Living alone diaries - Learning to live alone in my 30’s

When my best friend and I decided that the time was right to move on and no longer live together two things went through my head. The first - how much I was going to miss her. The second? What happens if I fall down the stairs and nobody finds my broken body until several weeks later, by which point I would have probably melted into the carpet.

Despite feeling as though I had fallen behind my peers, waiting until the ripe old age of 33 to live by myself, I wasn’t sure if I was ready.

I’d never lived alone before.

For the past 10 years I had been used to having someone to go home to. Whether it was a student house full of exhausted paramedic students, or the safety of my best friend waiting to debrief the day with me. As a student, though the house fully lived up to expectations - mould in the bedrooms, a kitchen so cold you could see your breath and our back garden being turned into a skip by a nearby building site - the house was always busy. We spent a lot of time on placement so there were always people coming and going, always someone to debrief with about the crazy jobs we’d been to, or to lay in various states of exhaustion with on the gross sofas in our tiny lounge.
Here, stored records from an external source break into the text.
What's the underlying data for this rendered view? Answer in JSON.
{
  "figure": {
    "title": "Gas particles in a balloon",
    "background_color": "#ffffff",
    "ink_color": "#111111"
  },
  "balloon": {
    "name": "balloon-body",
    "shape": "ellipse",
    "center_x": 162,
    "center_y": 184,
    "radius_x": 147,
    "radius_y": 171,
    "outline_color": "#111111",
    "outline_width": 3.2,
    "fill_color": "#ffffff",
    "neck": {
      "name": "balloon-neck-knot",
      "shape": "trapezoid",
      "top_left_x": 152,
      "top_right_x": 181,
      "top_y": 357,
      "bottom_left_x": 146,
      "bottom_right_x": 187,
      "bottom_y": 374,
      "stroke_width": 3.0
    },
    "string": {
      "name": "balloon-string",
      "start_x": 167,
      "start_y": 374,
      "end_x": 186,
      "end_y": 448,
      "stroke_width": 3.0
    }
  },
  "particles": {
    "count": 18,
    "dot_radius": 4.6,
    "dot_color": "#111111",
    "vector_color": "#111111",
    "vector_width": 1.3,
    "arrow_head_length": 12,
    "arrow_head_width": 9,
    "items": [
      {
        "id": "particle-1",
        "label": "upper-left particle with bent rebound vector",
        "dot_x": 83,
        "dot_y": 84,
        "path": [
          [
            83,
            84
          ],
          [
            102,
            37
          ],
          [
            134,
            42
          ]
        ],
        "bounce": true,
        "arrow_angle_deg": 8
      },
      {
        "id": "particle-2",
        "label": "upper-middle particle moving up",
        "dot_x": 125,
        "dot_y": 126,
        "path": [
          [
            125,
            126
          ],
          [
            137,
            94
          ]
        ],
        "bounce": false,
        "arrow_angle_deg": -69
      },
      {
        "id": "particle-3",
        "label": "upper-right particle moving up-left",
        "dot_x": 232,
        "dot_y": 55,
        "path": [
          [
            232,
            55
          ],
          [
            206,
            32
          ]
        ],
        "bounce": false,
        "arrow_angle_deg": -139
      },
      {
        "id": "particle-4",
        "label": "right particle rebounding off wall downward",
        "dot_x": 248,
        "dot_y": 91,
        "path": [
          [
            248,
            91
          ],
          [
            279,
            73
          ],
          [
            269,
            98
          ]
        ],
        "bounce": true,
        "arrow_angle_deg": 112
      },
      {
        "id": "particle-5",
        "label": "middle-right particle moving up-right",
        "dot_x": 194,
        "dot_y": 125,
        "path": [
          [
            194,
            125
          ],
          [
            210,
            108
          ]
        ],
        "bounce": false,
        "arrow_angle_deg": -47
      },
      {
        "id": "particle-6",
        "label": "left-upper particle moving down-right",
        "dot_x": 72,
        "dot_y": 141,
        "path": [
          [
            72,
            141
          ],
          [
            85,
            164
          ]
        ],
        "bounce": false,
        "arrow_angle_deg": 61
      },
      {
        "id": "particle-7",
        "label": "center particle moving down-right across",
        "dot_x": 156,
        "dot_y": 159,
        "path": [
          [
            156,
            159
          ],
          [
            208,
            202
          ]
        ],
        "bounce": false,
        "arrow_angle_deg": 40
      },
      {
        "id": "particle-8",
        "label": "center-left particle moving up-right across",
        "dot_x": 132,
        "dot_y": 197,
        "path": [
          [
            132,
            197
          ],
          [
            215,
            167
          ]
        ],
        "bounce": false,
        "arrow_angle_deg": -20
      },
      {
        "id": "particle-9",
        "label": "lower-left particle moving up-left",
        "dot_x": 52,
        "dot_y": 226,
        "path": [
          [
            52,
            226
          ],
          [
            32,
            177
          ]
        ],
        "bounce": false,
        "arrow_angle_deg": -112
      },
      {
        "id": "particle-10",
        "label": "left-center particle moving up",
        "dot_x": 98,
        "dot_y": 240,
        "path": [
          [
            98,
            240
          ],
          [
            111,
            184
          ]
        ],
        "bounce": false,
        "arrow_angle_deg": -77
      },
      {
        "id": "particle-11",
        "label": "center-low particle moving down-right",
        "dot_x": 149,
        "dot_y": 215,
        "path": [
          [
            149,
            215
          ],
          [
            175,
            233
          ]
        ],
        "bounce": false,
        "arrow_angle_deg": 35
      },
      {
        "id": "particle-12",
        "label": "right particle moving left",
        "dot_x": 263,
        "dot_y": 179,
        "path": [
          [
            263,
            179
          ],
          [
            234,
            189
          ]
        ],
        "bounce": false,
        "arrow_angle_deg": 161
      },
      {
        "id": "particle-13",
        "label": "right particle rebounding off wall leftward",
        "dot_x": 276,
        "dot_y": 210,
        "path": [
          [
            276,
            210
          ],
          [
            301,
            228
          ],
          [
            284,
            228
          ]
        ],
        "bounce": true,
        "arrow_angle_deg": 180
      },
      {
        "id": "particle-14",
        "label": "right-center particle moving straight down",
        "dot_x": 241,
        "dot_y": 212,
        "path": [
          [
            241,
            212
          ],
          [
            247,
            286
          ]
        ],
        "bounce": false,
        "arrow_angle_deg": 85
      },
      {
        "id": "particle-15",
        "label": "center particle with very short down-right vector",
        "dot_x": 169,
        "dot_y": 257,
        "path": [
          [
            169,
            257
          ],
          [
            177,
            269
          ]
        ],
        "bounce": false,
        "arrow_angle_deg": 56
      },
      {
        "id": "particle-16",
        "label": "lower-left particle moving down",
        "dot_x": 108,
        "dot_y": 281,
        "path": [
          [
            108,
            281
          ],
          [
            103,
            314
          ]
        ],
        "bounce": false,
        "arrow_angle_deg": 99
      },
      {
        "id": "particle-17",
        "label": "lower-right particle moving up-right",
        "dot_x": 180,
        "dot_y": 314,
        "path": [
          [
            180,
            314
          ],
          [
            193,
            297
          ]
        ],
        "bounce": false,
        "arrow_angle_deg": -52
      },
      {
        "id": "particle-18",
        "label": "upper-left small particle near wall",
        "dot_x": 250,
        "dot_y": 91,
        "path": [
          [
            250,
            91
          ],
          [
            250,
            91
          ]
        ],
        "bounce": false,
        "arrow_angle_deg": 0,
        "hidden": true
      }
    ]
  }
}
Coming home to an empty house has been different and has taken a little getting used to but it’s definitely not lonely. There’s a peace to coming home and finding it exactly as your left it. There’s no washing in the washing machine that needs hanging out, there’s no dishes cluttering the countertop and best of all, there’s no thread all over the house (my best friend liked to sew, so the carpet became a thread graveyard). In all honestly though, these are the things I miss about living with someone else. The evidence of them. Their little quirks and characteristics become a part of the home you’ve made.

But living alone has allowed me to take comfort in the quiet. It’s teaching me how to decompress alone and how to find peace in the solitude. My space is entirely my own and some days when I come home I can just breathe knowing that I have nobody else to worry about. It’s just me and I have the ultimate freedom to do and live as I please. It’s allowing me to get to know parts of myself I hadn’t met yet. And to actually undertake DIY which previously, had always been my friends unofficial job as she was a lot handier than I am (I say this, with photographic evidence of her tying our fence back together with cable ties).

Sure, there are times when the quiet feels a little too loud, but I know myself well enough now to understand how to move through those moments. And yes, I have to be on top of everything now, all the responsibility is mine rather than shared but I like the independence this has given me. I am proving that I can take care of all aspects of my life… mostly. The bins might not always get put out…

But ultimately, the best thing about living alone is how grounding it is to open my front door and step into the space I’ve created for myself. The small ordinary moments of living alone bring the same comfort as the knowing that my best friend was pottering around downstairs. A quiet reassurance just in a different form.

It’s safety, only now it comes from me.